The server will usually issue the token by responding to the POST request on the login endpoint. The token can be a part of the response body when the login is successful. The client will store the token and send the token with every request by using the header above. You can forget everything that has to do with access token and refresh token. When using "ordinary" basic JWT you will only have one token, and that is the value after Bearer.
I don't see any reason to issue a token when the user is signing up. They can get it when they log in after signing up.
I would recommend you to read this over the RFCs for OAuth if you're just implementing ordinary authentication.
If someone tries to visit an internal page which is only accessible once they have logged in, what error code should be returned? 403 doesn't seem right, because they have not authenticated. However, 401 doesn't work either, because that implies they can log in using basic auth, which we are not using.
Is it correct, when authentication is done via a method other than WWW-Authenticate headers, to use 403 in place of 401? If not, what code should be used?
Note: I have found some similar questions to this, but they all seem to be asking about sites using http basic auth, rather than any other authentication method.
The status code 401 does not imply you support basic authentication.
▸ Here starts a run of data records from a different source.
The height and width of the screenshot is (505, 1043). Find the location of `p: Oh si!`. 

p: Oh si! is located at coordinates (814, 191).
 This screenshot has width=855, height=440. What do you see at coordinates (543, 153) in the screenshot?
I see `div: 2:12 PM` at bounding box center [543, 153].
It means that the server would not serve the request because appropriate credentials were missing.
The server can send back a WWW-Authenticate header to indicate what types of credentials it supports. If you only support JWT tokens for example, you would send back 'bearer'.
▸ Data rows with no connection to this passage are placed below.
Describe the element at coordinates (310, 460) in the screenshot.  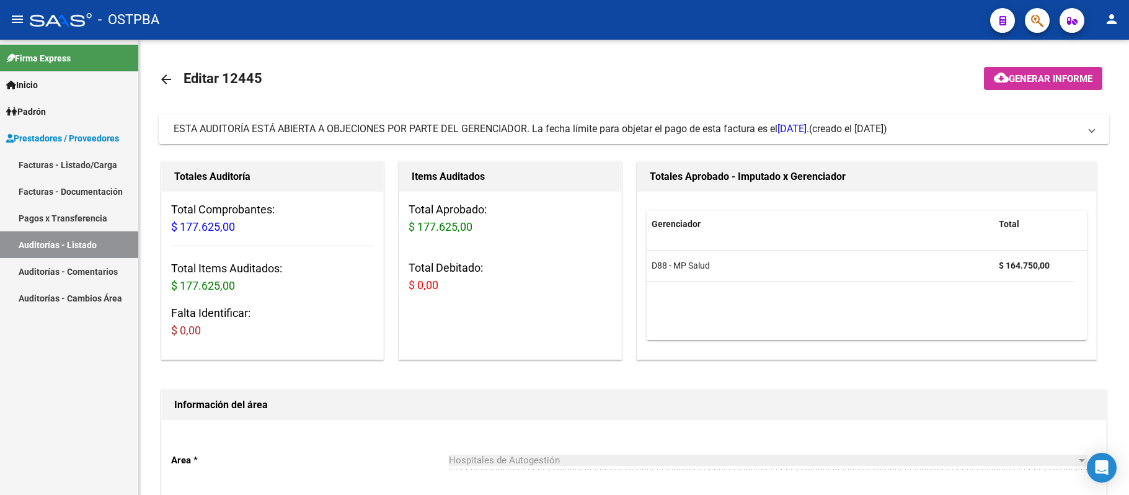
I see `p: Area *` at that location.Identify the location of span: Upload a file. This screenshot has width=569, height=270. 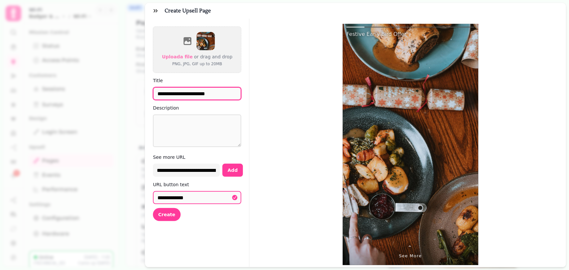
(177, 57).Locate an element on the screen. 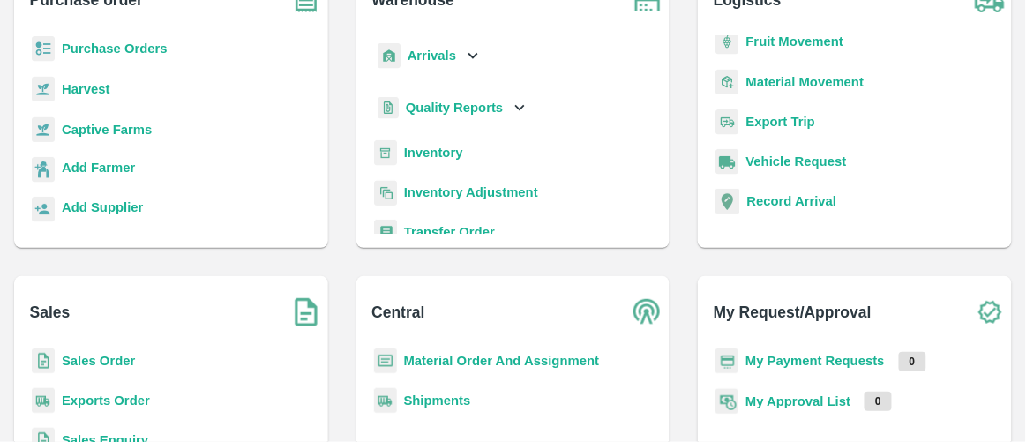  a: My Payment Requests is located at coordinates (815, 361).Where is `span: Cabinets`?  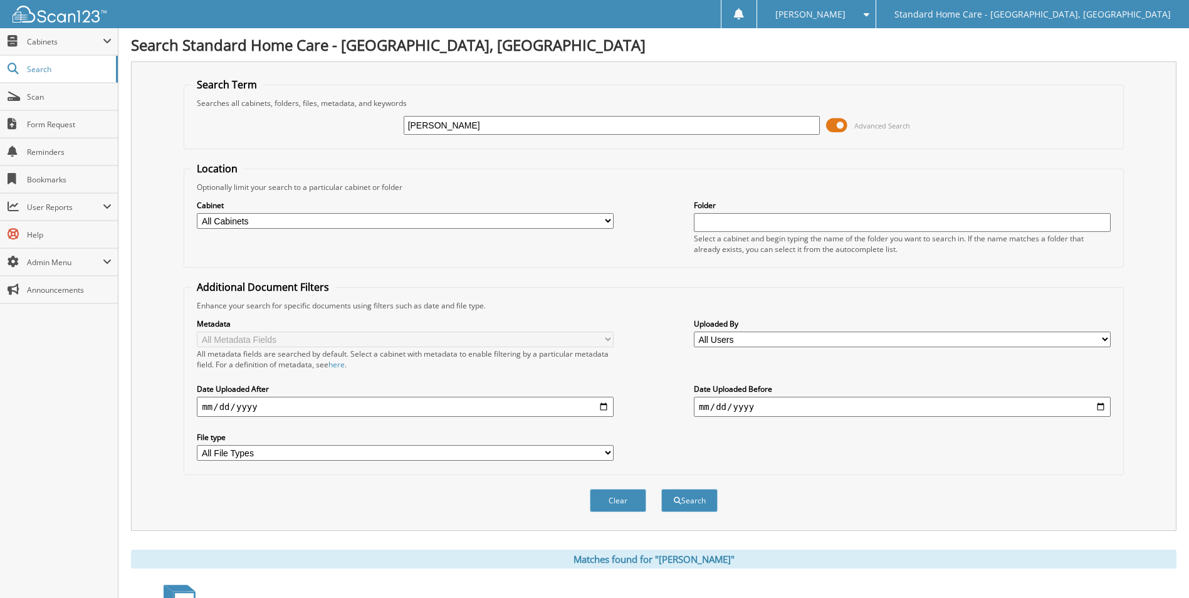
span: Cabinets is located at coordinates (65, 41).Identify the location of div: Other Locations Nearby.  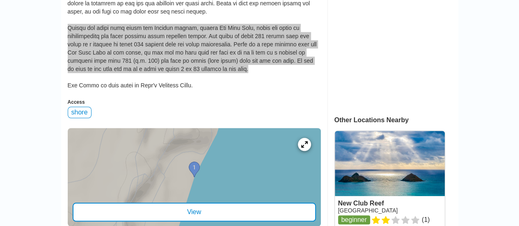
(396, 120).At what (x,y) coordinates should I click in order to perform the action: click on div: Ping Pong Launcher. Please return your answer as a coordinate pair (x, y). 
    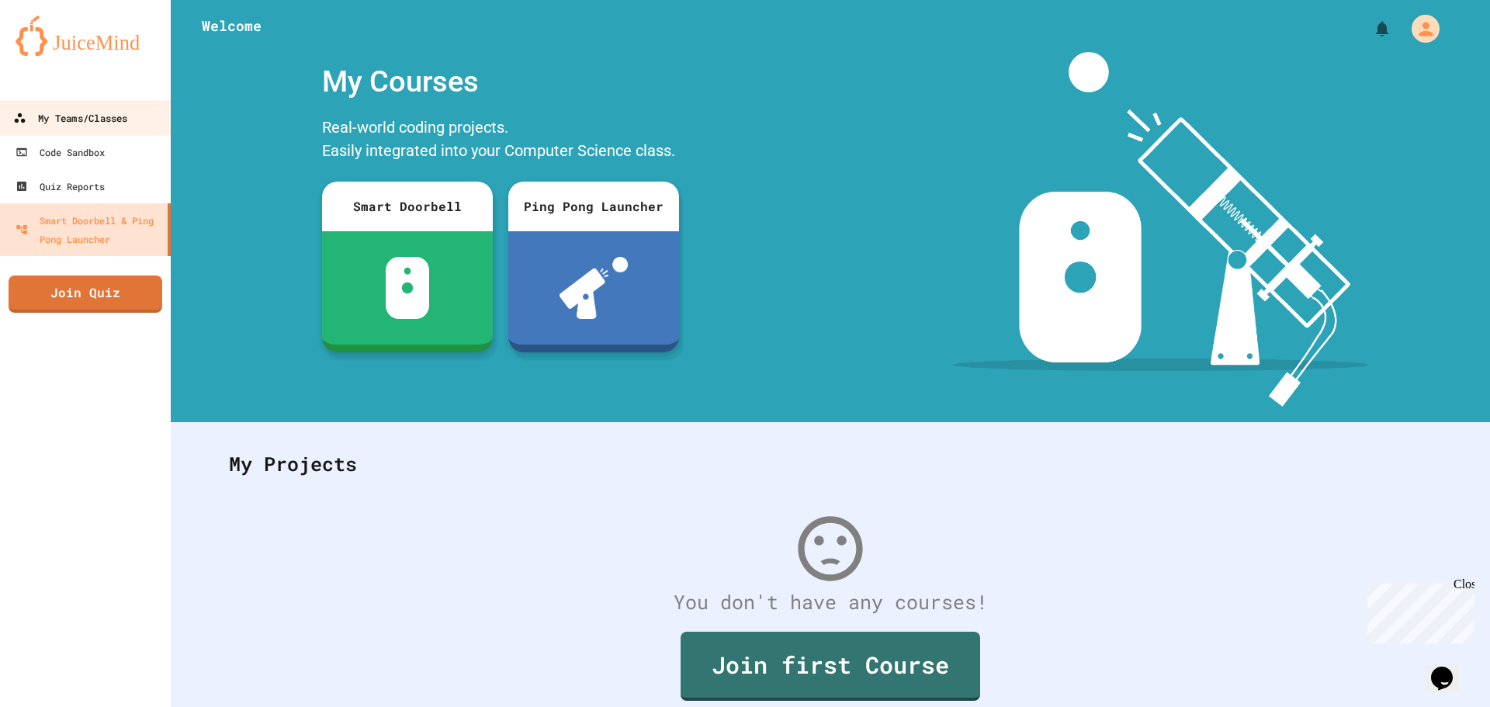
    Looking at the image, I should click on (594, 206).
I'm sending username and password in the HTTP Body for authentication to each controller action in a Web API. I do the authentication in each controller using the username/password. It's using SSL.
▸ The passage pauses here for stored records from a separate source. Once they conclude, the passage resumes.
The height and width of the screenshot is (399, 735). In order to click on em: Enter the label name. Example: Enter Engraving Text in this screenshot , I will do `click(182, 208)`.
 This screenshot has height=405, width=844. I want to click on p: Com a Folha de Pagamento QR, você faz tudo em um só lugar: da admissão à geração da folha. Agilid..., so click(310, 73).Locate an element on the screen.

Are there any security reasons why it's better to send the authentication credentials in the HTTP Header than in the HTTP body?
If I was using Basic Authentication I can see how having the credentials in the header are necessary as in this question but I'm not so I don't see the purpose. It seems just as secure in either as long as it's using SSL.
From an SSL perspective the security of the credentials in header (HTTP Basic auth) or body (e.g. form based logon) of an HTTP request is equal.
However if the client is a regular web browser you should consider the following:
Browsers cache the credentials used with HTTP basic authentication the users usually face the problem that for performing a log-out they would have to close their browser.
On the other side a form-based logon usually created a session cookie that is time restricted and can be deleted any time.
Which status code would you use in this scenario, assuming you're using a token based authentication:
The client has a token and makes a request to the server.
The token expired and the server sends a 401 Unauthorized.
The client sends the refresh token.
The token is invalid and the server responds with XXX?
The use case would be an application, that automatically catches 401's and makes a request with the refresh token. If the server would respond with a 401 if this token is not valid, the client would try to request a new access token with the refresh token forever. But it should tell the client, that it should re-authenticate with its credentials (e.g. email and password).
I was just wondering which status code would be the best fit in this scenario, as the spec says in case of a 403 Forbidden "authorization will not help".
I would not make access and refresh tokens interchangeable: Use Access-Tokens to access protected resources and use Refresh-Token to fetch new Access-Token from a special end-point. OpenID Connect works this way.
You would have one HTTP request more but HTTP codes would not be a problem and, in my opinion, you would get a cleaner code.